In either case, homebuyer expectations were within the range of trend inflation.
This inflation premium gives us another way to look at the notion that if we didn't have artificial barriers to homebuilding, shelter inflation would converge with core or broad consumer inflation over time. This is because mortgage investors would arbitrage mortgage rates with other bonds. Rent inflation would have little relevance to them, in terms of interest rates. Compared to the rate on real bonds, mortgage investors would require an inflation premium reflecting broader incomes and consumption.
But for homebuyers, the inflation premium that would be important would be rent inflation. It would be changing rent inflation that would change the income of their investment from their original expectations.
In an unencumbered market, if shelter inflation and broad inflation deviated, home supply would expand until they converged. If shelter inflation was high, home buyers would be enticed to buy homes on leverage, funding new building, which would pull down rents until the inflation rates converged. In addition to an arbitrage between nominal and real returns on investments, there would be a natural arbitrage between rent inflation and broader inflation.
But, since large segments of the real estate market in many large cities are incapable of market-based supply responses, this arbitrage has been playing out through price much more than through quantity. The rising prices are a measure of this inefficiency. If housing supply markets were efficient, it would take very small price adjustments to create supply reactions. The end result of rising rents would be new building that led to subsequently falling rents. But, since some large markets have housing supply that is very inelastic, home prices must rise until real yields on homes fall enough to bridge the gap between the two inflation premiums. This also means that when there are sharp supply constraints, in a market with efficient demand homebuyers will rationally be led to take on higher leverage, because the supply constraint will provide persistent arbitrage profits. Could the rise in mortgage spreads after 2003 reflect caution from the banks? Perceived risk resulting from the moderation of rent inflation that happened briefly while home building was at its peak, which led mortgage rates to rise, so that banks were claiming some of the profits available from the inflation arbitrage?

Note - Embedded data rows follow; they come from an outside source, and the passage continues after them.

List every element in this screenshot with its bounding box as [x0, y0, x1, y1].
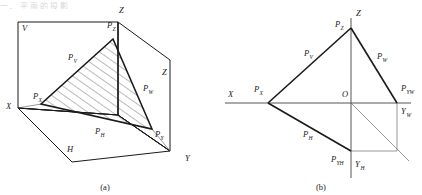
label-b-P-X: P X: [253, 84, 264, 96]
label-P-W-sub: W: [149, 89, 155, 95]
plane-P-traces: [268, 28, 397, 151]
label-P-Y: P Y: [154, 129, 165, 141]
label-P-Y-sub: Y: [161, 135, 165, 141]
label-b-P-W-base: P: [376, 51, 382, 61]
label-b-P-YH-sub: YH: [337, 160, 345, 166]
label-b-P-V-sub: V: [310, 54, 314, 60]
label-P-V-base: P: [67, 52, 73, 62]
diagram-b-canvas: Z X O P Z P V P W P X: [211, 0, 422, 195]
diagram-a-canvas: Z X Y Z V H P Z P V P X P: [0, 0, 211, 195]
label-H-plane: H: [66, 144, 74, 154]
label-b-P-YH-base: P: [330, 154, 336, 164]
label-b-P-V: P V: [303, 48, 314, 60]
label-Z-right: Z: [162, 67, 167, 77]
label-b-P-X-sub: X: [259, 90, 264, 96]
label-X-axis: X: [227, 89, 234, 99]
trace-PW: [351, 28, 397, 103]
label-O-origin: O: [342, 89, 348, 99]
label-b-P-W-sub: W: [383, 57, 389, 63]
label-b-P-YW: P YW: [400, 83, 416, 95]
label-P-V-sub: V: [74, 58, 78, 64]
label-b-P-H: P H: [302, 129, 314, 141]
caption-a: (a): [100, 182, 110, 192]
label-b-P-H-sub: H: [308, 135, 314, 141]
label-V-plane: V: [22, 23, 29, 33]
label-P-X: P X: [32, 91, 43, 103]
label-P-H: P H: [94, 126, 106, 138]
label-P-V: P V: [67, 52, 78, 64]
label-b-P-YW-sub: YW: [407, 89, 416, 95]
trace-PV: [268, 28, 351, 103]
label-Y-right: Y: [185, 153, 191, 163]
label-b-P-H-base: P: [302, 129, 308, 139]
label-X-left: X: [5, 101, 12, 111]
label-P-X-sub: X: [38, 97, 43, 103]
label-b-P-W: P W: [376, 51, 389, 63]
label-P-Y-base: P: [154, 129, 160, 139]
label-b-P-V-base: P: [303, 48, 309, 58]
label-P-W: P W: [142, 83, 155, 95]
plane-P-hatched-face: [41, 39, 152, 129]
axes: [225, 18, 411, 178]
label-b-P-Z-sub: Z: [341, 25, 345, 31]
label-b-Y-W-sub: W: [407, 112, 413, 118]
label-b-P-Z-base: P: [334, 19, 340, 29]
line-PX-to-X: [18, 104, 41, 108]
label-b-Y-H-sub: H: [360, 165, 366, 171]
diagram-a-pictorial: Z X Y Z V H P Z P V P X P: [0, 0, 211, 195]
diagram-b-labels: Z X O P Z P V P W P X: [227, 8, 416, 171]
label-P-W-base: P: [142, 83, 148, 93]
label-P-H-sub: H: [100, 132, 106, 138]
label-b-Y-W: Y W: [401, 106, 413, 118]
label-b-Y-H: Y H: [355, 159, 366, 171]
label-Z-top: Z: [119, 5, 124, 15]
label-b-P-Z: P Z: [334, 19, 345, 31]
label-Z-axis: Z: [356, 8, 361, 18]
label-P-Z-base: P: [106, 20, 112, 30]
caption-b: (b): [316, 182, 326, 192]
diagram-b-unfolded: Z X O P Z P V P W P X: [211, 0, 422, 195]
label-P-H-base: P: [94, 126, 100, 136]
label-P-Z-sub: Z: [113, 26, 117, 32]
label-P-X-base: P: [32, 91, 38, 101]
figure-root: 一、平面的投影: [0, 0, 422, 195]
label-b-P-X-base: P: [253, 84, 259, 94]
label-b-P-YH: P YH: [330, 154, 345, 166]
label-b-P-YW-base: P: [400, 83, 406, 93]
trace-PH: [268, 103, 351, 151]
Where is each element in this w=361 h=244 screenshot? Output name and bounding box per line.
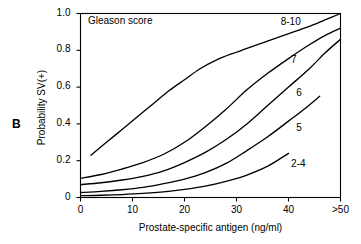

A point of distinction to think about here is the difference between rent inflation and home price inflation. The surveys of the optimistic homebuyers tend to relate to home prices. Housing rents tend to be much more stable. But home prices are based on a complex, very long duration security. In a housing market that has reasonable valuations, as we see in the measures above, homeowners could reasonably expect double digit price increases for several years if local rent inflation is not expected to abate. This sort of price behavior is not unprecedented, and we should expect it to be especially possible in today's environment where metro area supply constraints are especially bad, and naturally low real interest rates make intrinsic values especially volatile.
Real yields on homes were just over 2% at the top of the boom, and were in line with long term real treasuries. Rent inflation had been running at about 3% compared to broad inflation at closer to 2%. Home values become undefinable - infinite - if those inflation levels sustainably diverge by 2 1/2%, matching the real yield. Now, there may be reasons why that wouldn't happen, but there is a lot of space between a few years of 10% price gains and infinity.
As for the period since 2007, arbitrage has failed. Homeowners now don't require any rent inflation to justify home prices. Any rent inflation is an excess gain for them. And rent inflation is now running at 3%.